Milano had significant control over several local labor unions in Cleveland due to his connection to Jackie Presser.
The core issue of this alliance is opposition to globalization and to free trade, and it was significant in the candidacy of Ralph Nader in the 2000 Presidential election, as Nader was endorsed by some labor organizations (the overwhelming majority of labor unions and environmental organizations are loyal to the Democratic Party and endorsed Al Gore).
He replaced Mark Penn as the Clinton Campaign's chief strategist in April 2008, after the Wall Street Journal revealed that Penn met with Colombian official regarding a proposed free trade agreement opposed by Clinton and most labor unions.
the rival American Federation of Teachers (AFT), was based in large cities and formed alliances with the labor unions there.
Private security firms like Pinkerton National Detective Agency and Burns were employed to infiltrate labor unions.

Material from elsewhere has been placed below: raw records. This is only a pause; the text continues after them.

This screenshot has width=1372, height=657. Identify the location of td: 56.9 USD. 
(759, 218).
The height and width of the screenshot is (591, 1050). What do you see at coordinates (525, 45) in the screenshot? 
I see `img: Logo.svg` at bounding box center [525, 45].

In 1937, as attorney for the American Newspaper Guild, he persuaded the Supreme Court to uphold the constitutionality of the National Labor Relations Act (the Wagner Act) as applied to the press, establishing the right of media employees to organize labor unions.

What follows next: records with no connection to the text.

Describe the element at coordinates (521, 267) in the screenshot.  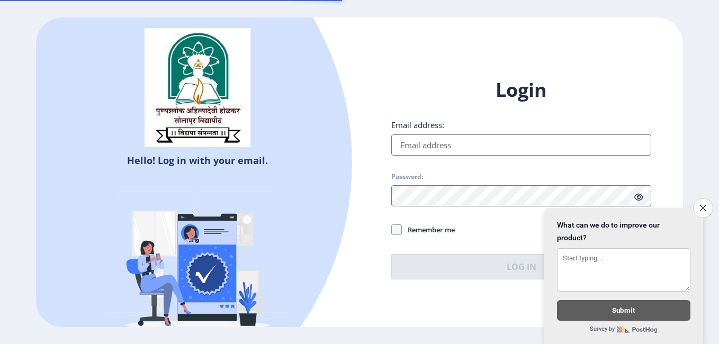
I see `button: Log In` at that location.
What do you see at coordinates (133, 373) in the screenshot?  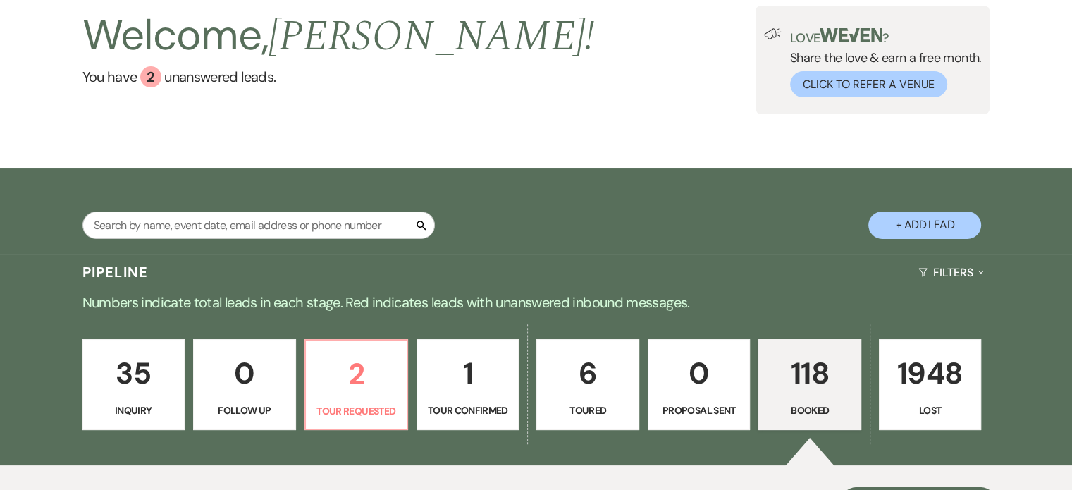 I see `p: 35` at bounding box center [133, 373].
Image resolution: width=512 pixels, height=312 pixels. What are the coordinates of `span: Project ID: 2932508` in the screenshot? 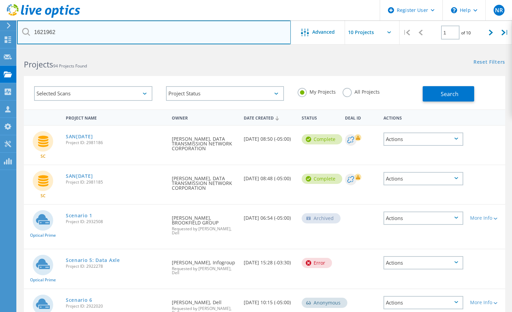 It's located at (115, 222).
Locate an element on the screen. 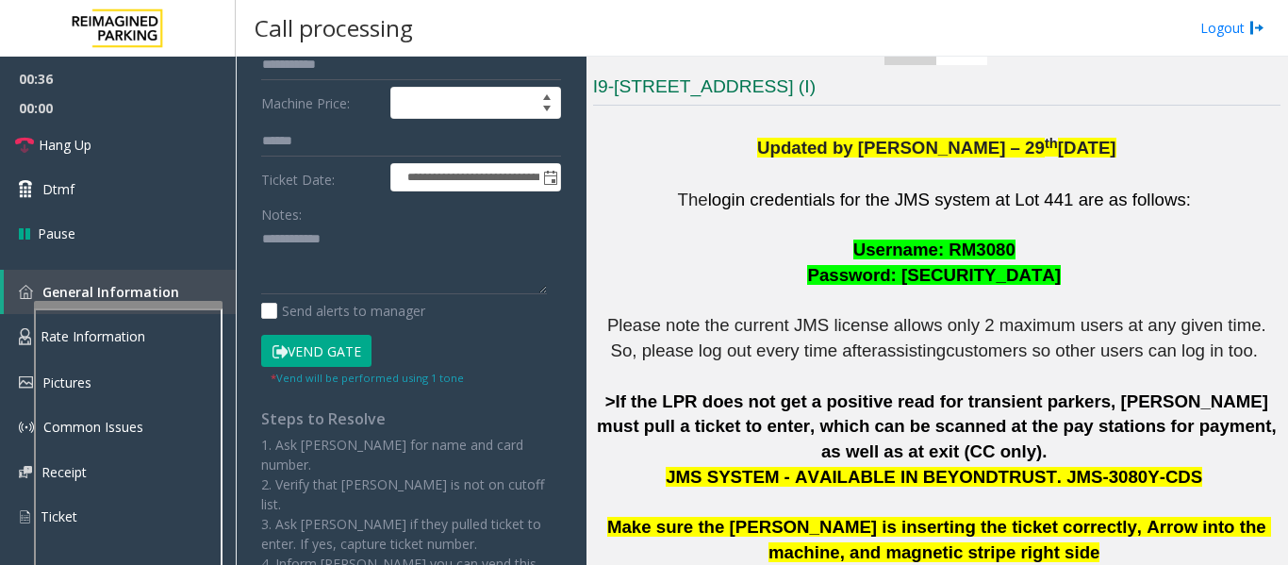  h3: Call processing is located at coordinates (334, 27).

The book gives several examples of government intervention: trade barriers, food and medical regulation, the education system, labor unions, gun control, minimum wage laws, the war on drugs, and advocates of universal health care.
The American Federation of Labor (AFL), a coalition of labor unions formed in the 1880s, vigorously opposed unrestricted immigration from Europe for moral, cultural, and racial reasons.
Most of the demobilized guerrillas formed Esperanza, Paz y Libertad (Hope, Peace and Liberty), a political party, which claimed to defend the interests of workers and labor unions, especially around the Urabá area in the departments of Antioquia and Córdoba.
The DISCLOSE Act, proposed by Democrats in a response to the Supreme Court decision in Citizens United v. Federal Election Commission (which held that corporations and labor unions have a constitutional right to spend unlimited sums of money on advocacy ads) would have required the heads of non-campaign organizations funding a political advertisement on-camera (such as "super PACs" or corporations) to follow a "stand by your ad" requirement.
Labor unions, which had been treated negatively in "The Roads Must Roll", are here subjected to even more severe and categorical criticism, where a significant portion of the plot revolves around Max's attempts to enter the closed guild system of the spacelines' officers and crew.